Officials are urging residents to evacuate as the Fairview Fire in Hemet, California, is still fiercely expanding, with 9,846 acres burned and only 5 percent containment as of 4:30 p.m. Wednesday, Sept. 7.
“Unfortunately, the fire continued to outpace our efforts,” Josh Janssen, battalion chief of Riverside County Fire Department, said during an early morning press conference Wednesday. “We took an operational flight of the fire at about 2 p.m. [Sept. 6], and it was clear the fire was outpacing our ground and air resources.”
All previous evacuation orders and warnings remain in place as firefighters are struggling since Sept. 5 with slowing down the spread of the blaze, which Janssen said was burning “in all directions on all flanks.”
Officials urged residents living close to the fire to gather their belongings and get prepared for leaving anytime when an evacuation order arrives.
An investigation into the ignition of the fire is still underway, but Southern California Edison—the main electricity supplier for the region—claimed in a filing Sept. 6 that “circuit activity [occurred] close in time to the reported time of the fire”—indicating a possibility that the fire started from the utility’s equipment. Janssen said the department did not have more details on the filing.
He said a national response team has been activated to handle the large-scale fire because it was heading east toward federal land in the area.
The fire killed two people and destroyed several structures so far, authorities reported on Monday.
The two bodies were found in a vehicle on the 42400 block of Avery Canyon Road, but authorities have been unable to identify them because of the conditions in which they were found, Sgt. Brandi Swan of Riverside County Sheriff’s Department said at the press conference.
One injury was reported, she said, and the individual is being treated at a hospital and is possibly from the same family as the two deceased.
The burnt structures are in a rural area with orange groves at the intersection of Fairview Avenue and Bautista Canyon Road, authorities said. It is still unclear whether those are homes.
By Wednesday morning, evacuation orders extended to include regions east from State Street past Forest Route 5S15, between Stetson Avenue and Cactus Valley, and southeast along Bautista Road.
However, Swan said many people are not following the evacuation orders.
“There are plenty of people that are choosing to shelter in place,” she said. “We have gone to over 3,700 homes to make notifications, and I would say maybe a quarter of those people are actually leaving.”
She said the department “begs for their cooperation” because the “fire is very unpredictable and moves very fast.”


| REQUIRED WORK |
Beginning at the line that includes "Enclose person in a rectangle.", print each remaining line of the data word for word. Output nothing else.

Spatial localization data:
= Beginning of Section =

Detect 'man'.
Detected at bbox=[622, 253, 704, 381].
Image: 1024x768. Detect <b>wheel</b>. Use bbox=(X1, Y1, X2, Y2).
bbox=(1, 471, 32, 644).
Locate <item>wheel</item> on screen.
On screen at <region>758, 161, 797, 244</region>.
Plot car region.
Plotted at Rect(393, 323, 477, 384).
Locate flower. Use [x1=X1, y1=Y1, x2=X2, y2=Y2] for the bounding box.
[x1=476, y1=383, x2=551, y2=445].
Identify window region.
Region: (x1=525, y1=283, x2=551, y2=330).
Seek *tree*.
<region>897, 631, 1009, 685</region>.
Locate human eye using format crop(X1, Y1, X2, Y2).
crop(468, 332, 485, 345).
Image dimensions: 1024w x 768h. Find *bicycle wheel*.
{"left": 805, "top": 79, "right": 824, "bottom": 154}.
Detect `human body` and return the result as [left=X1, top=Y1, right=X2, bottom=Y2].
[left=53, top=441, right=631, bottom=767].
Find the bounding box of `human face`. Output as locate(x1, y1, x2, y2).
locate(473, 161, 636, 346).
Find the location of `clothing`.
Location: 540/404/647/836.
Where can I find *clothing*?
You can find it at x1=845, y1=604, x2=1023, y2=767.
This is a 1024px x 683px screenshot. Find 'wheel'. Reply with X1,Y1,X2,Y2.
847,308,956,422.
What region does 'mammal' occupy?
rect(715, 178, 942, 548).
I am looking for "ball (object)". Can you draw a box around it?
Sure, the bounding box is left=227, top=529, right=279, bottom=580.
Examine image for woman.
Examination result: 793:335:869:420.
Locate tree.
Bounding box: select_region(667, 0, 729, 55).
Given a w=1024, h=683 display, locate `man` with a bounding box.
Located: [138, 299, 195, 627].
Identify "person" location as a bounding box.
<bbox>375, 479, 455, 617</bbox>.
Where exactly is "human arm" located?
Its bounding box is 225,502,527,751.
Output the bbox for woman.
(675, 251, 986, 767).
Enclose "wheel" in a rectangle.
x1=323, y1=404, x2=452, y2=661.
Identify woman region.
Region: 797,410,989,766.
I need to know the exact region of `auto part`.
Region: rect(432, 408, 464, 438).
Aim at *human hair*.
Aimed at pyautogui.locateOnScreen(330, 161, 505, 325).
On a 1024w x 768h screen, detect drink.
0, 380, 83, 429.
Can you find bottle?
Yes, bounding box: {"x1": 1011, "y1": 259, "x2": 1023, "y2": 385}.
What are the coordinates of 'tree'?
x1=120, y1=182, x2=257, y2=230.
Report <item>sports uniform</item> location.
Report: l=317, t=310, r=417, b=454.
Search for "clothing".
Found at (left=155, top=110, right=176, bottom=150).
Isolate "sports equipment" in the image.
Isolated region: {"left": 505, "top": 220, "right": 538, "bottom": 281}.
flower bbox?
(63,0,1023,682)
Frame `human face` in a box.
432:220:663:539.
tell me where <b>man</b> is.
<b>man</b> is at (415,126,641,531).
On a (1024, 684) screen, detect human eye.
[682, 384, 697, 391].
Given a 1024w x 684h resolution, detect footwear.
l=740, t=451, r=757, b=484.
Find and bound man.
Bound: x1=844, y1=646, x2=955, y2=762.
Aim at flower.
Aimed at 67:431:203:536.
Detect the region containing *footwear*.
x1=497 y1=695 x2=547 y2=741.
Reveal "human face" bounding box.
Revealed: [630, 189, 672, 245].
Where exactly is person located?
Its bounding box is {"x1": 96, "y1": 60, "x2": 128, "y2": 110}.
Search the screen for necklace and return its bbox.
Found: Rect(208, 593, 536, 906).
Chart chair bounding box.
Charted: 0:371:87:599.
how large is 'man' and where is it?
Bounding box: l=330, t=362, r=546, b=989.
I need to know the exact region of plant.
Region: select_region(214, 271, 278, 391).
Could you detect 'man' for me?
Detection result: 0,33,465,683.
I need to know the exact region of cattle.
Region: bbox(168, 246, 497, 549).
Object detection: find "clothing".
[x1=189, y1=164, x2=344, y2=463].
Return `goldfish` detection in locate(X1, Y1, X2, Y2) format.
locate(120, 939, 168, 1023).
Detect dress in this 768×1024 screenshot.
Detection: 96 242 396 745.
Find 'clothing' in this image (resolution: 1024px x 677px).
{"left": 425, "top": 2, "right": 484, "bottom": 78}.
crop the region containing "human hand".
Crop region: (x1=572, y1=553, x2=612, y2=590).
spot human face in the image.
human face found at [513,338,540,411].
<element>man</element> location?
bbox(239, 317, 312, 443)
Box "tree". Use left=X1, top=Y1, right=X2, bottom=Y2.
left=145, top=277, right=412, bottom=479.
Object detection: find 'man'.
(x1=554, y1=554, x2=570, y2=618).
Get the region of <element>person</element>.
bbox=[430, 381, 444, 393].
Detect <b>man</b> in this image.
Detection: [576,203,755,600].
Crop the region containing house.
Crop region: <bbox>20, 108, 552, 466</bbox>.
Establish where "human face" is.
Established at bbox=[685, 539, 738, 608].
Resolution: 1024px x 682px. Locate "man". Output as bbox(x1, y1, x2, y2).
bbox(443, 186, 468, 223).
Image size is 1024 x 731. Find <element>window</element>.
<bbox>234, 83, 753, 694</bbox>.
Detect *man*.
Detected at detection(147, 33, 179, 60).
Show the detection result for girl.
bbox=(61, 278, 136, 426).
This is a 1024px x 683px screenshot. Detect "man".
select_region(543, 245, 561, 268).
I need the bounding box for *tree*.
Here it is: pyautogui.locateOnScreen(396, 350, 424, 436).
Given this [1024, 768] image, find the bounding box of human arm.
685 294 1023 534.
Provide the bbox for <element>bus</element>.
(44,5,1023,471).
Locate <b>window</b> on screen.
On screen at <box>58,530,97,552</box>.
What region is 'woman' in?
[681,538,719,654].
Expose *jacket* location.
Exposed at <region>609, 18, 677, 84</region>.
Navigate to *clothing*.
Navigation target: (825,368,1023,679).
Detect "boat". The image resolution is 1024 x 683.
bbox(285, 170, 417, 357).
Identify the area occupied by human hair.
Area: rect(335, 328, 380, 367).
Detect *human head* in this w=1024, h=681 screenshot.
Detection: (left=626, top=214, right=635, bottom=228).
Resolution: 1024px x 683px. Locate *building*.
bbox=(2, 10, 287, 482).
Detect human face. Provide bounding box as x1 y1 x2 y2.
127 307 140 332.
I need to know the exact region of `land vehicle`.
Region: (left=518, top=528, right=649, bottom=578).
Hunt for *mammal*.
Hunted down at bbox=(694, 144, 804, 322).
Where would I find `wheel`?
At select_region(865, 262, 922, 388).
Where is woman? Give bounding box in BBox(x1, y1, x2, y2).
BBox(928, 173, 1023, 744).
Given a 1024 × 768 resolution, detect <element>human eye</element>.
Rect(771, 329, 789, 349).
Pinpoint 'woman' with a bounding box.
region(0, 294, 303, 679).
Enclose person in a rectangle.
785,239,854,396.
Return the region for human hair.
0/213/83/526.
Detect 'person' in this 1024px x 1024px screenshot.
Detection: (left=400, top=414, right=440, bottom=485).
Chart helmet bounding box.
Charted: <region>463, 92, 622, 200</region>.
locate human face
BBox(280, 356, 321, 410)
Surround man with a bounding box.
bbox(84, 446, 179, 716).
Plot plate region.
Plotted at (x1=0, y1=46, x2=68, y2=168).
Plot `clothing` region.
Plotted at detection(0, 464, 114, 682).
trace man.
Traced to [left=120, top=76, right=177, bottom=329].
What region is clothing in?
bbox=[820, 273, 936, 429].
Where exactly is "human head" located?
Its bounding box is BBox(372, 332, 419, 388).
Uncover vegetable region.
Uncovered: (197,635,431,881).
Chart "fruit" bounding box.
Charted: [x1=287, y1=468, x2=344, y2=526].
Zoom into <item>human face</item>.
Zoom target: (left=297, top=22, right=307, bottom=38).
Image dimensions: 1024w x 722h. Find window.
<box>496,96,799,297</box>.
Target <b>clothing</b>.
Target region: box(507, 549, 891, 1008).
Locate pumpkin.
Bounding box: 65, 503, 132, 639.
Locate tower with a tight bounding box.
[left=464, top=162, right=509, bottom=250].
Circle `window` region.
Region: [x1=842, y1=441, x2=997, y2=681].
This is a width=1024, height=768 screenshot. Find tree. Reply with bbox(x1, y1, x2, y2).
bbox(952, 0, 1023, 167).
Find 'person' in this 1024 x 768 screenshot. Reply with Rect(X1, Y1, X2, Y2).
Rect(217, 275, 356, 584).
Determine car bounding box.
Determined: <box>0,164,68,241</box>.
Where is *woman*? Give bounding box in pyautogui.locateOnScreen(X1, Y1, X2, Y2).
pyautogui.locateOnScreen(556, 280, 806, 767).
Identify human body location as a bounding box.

= End of Section =

| EXPECTED ANSWER |
Enclose person in a rectangle.
785,239,854,396.
Return the region for human hair.
0/213/83/526.
Detect 'person' in this 1024px x 1024px screenshot.
Detection: (left=400, top=414, right=440, bottom=485).
Chart helmet bounding box.
Charted: <region>463, 92, 622, 200</region>.
locate human face
BBox(280, 356, 321, 410)
Surround man with a bounding box.
bbox(84, 446, 179, 716).
Plot plate region.
Plotted at (x1=0, y1=46, x2=68, y2=168).
Plot `clothing` region.
Plotted at detection(0, 464, 114, 682).
trace man.
Traced to [left=120, top=76, right=177, bottom=329].
What region is clothing in?
bbox=[820, 273, 936, 429].
Where exactly is "human head" located?
Its bounding box is BBox(372, 332, 419, 388).
Uncover vegetable region.
Uncovered: (197,635,431,881).
Chart "fruit" bounding box.
Charted: [x1=287, y1=468, x2=344, y2=526].
Zoom into <item>human face</item>.
Zoom target: (left=297, top=22, right=307, bottom=38).
Image dimensions: 1024w x 722h. Find window.
<box>496,96,799,297</box>.
Target <b>clothing</b>.
Target region: box(507, 549, 891, 1008).
Locate pumpkin.
Bounding box: 65, 503, 132, 639.
Locate tower with a tight bounding box.
[left=464, top=162, right=509, bottom=250].
Circle `window` region.
Region: [x1=842, y1=441, x2=997, y2=681].
This is a width=1024, height=768 screenshot. Find tree. Reply with bbox(x1, y1, x2, y2).
bbox(952, 0, 1023, 167).
Find 'person' in this 1024 x 768 screenshot. Reply with Rect(X1, Y1, X2, Y2).
Rect(217, 275, 356, 584).
Determine car bounding box.
Determined: <box>0,164,68,241</box>.
Where is *woman*? Give bounding box in pyautogui.locateOnScreen(X1, Y1, X2, Y2).
pyautogui.locateOnScreen(556, 280, 806, 767).
Identify human body location as a bounding box.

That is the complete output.